March 8th, 2008 by Martin

Gravel #1 - wrap I read Gravel #0 and Gravel #1 just now, without any prior knowledge of the character or universe. Each issue gives you a complete story, while still tying in with a larger story arc about “The Sigsand Manuscript”. The tone of these comics is dark, featuring regular killings and gore, so if that’s the kind of thing you actively dislike, stay away, but otherwise the story seems to be fairly well written and compelling.

What I didn’t know, until I read through Issue #1 and found an ad at the back, was that Ellis has written about William Gravel before! Apparently the character was created for Strange Kiss, a three issue b&w miniseries that went on to inspire another three issue b&w series called Stranger Kisses. I am now tempted to find copies of these to read (hopefully from the library).
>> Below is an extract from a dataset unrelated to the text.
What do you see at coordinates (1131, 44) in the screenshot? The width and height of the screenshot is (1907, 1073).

Gravel #0The character William Gravel is a “battle mage”, which, aside from making it sound like Ellis made up him up while playing D&D, actually makes for a pretty interesting premise. He’s basically in some special arm of the British armed forces, one that has no qualms whatsoever assassinating terrorists in Issue #0. Gravel does this in the first few pages without being seen, and then we get to the beginning of the real plot which loosely revolves around the “rediscovery” of the aforementioned Sigsand Manuscript.
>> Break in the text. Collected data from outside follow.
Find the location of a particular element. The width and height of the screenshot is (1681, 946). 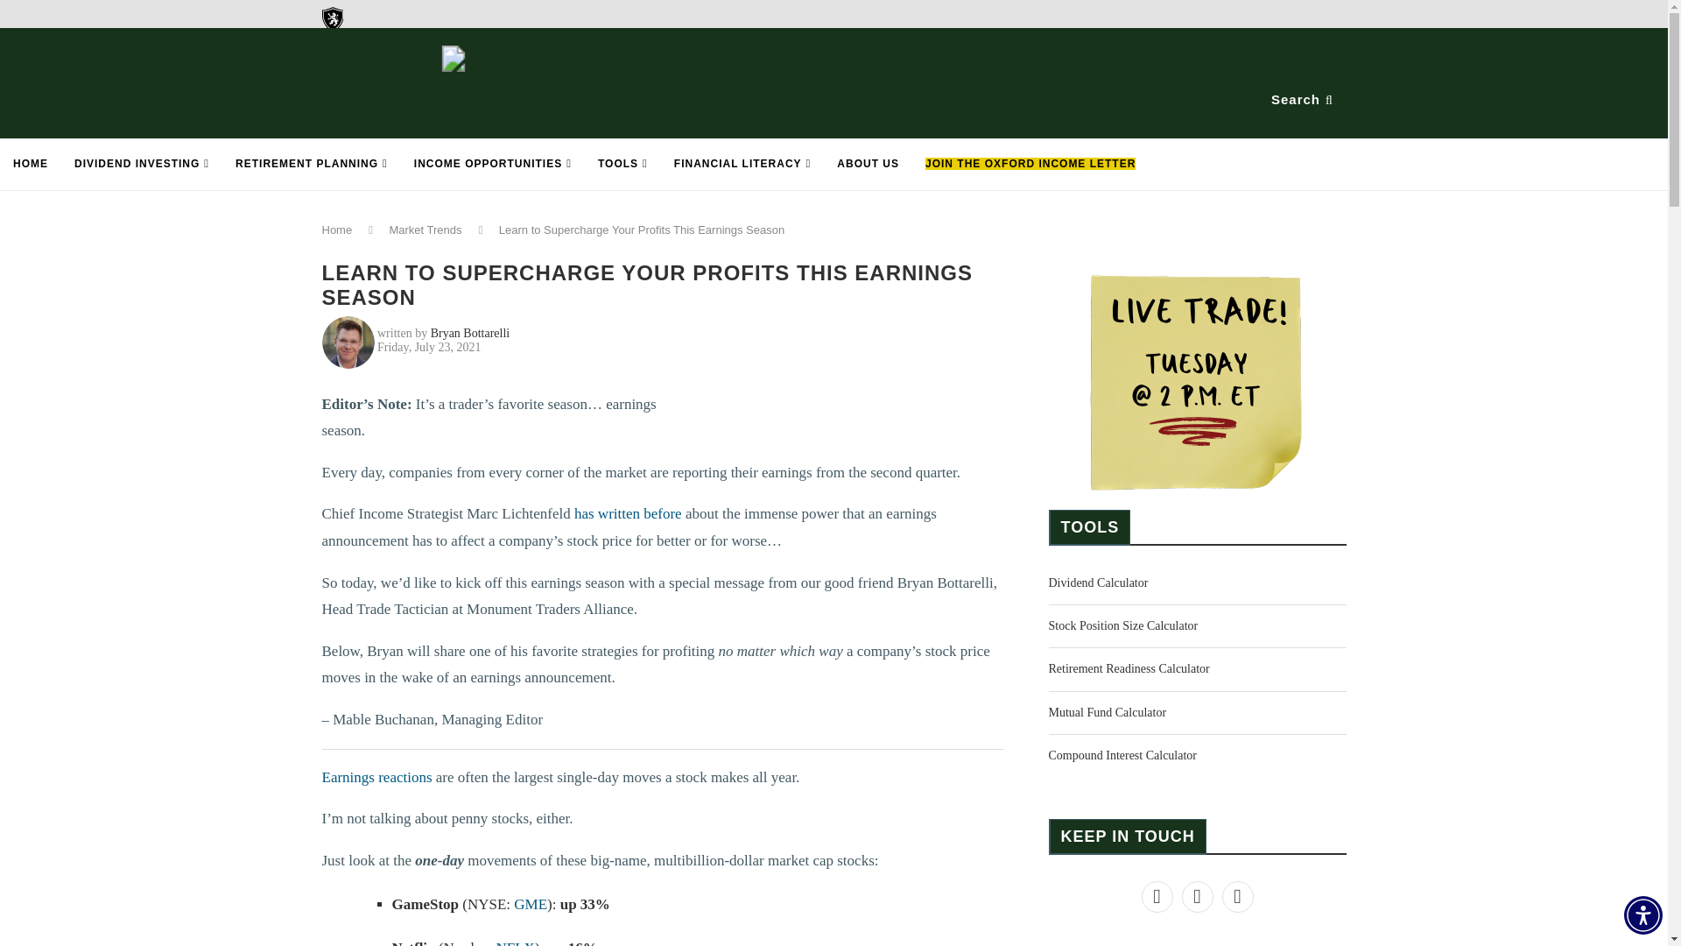

HOME is located at coordinates (30, 165).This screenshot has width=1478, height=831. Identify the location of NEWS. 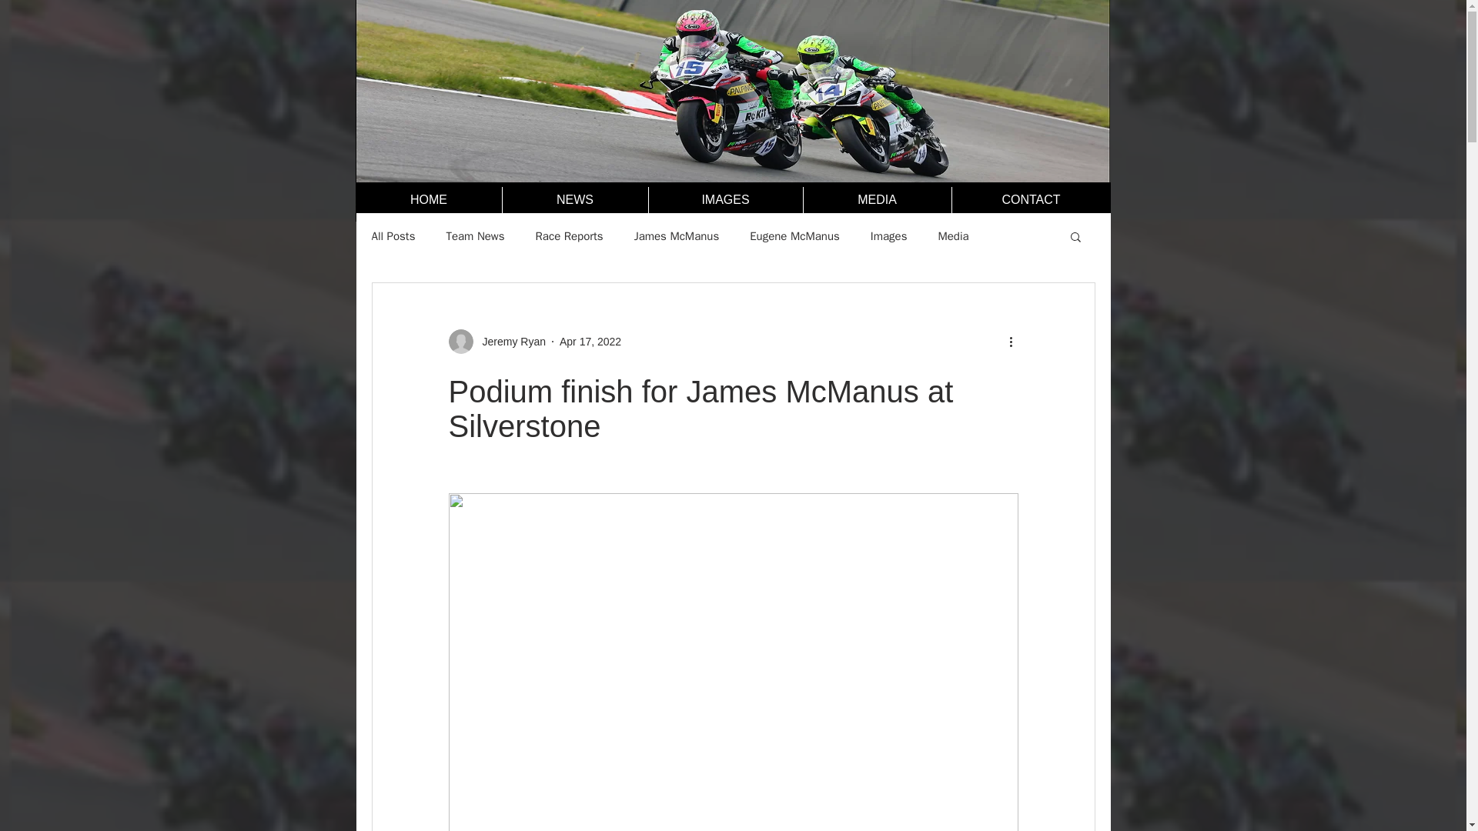
(575, 200).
The Avatar Press website page about the new Gravel series invites you to google for “The Sigsand Manuscript”, Thomas Carnacki and William Hope Hodgson. A good summary can be found over at the wikipedia page on Carnacki, who was author Hodgson’s creation. It’s all sounds very Lovecraftian, and maybe (since I finally read The Call of Cthulhu last month) this is the year for that. I’m tempted to also find a copy of Carnacki the Ghost-Finder when I make that trip to the library.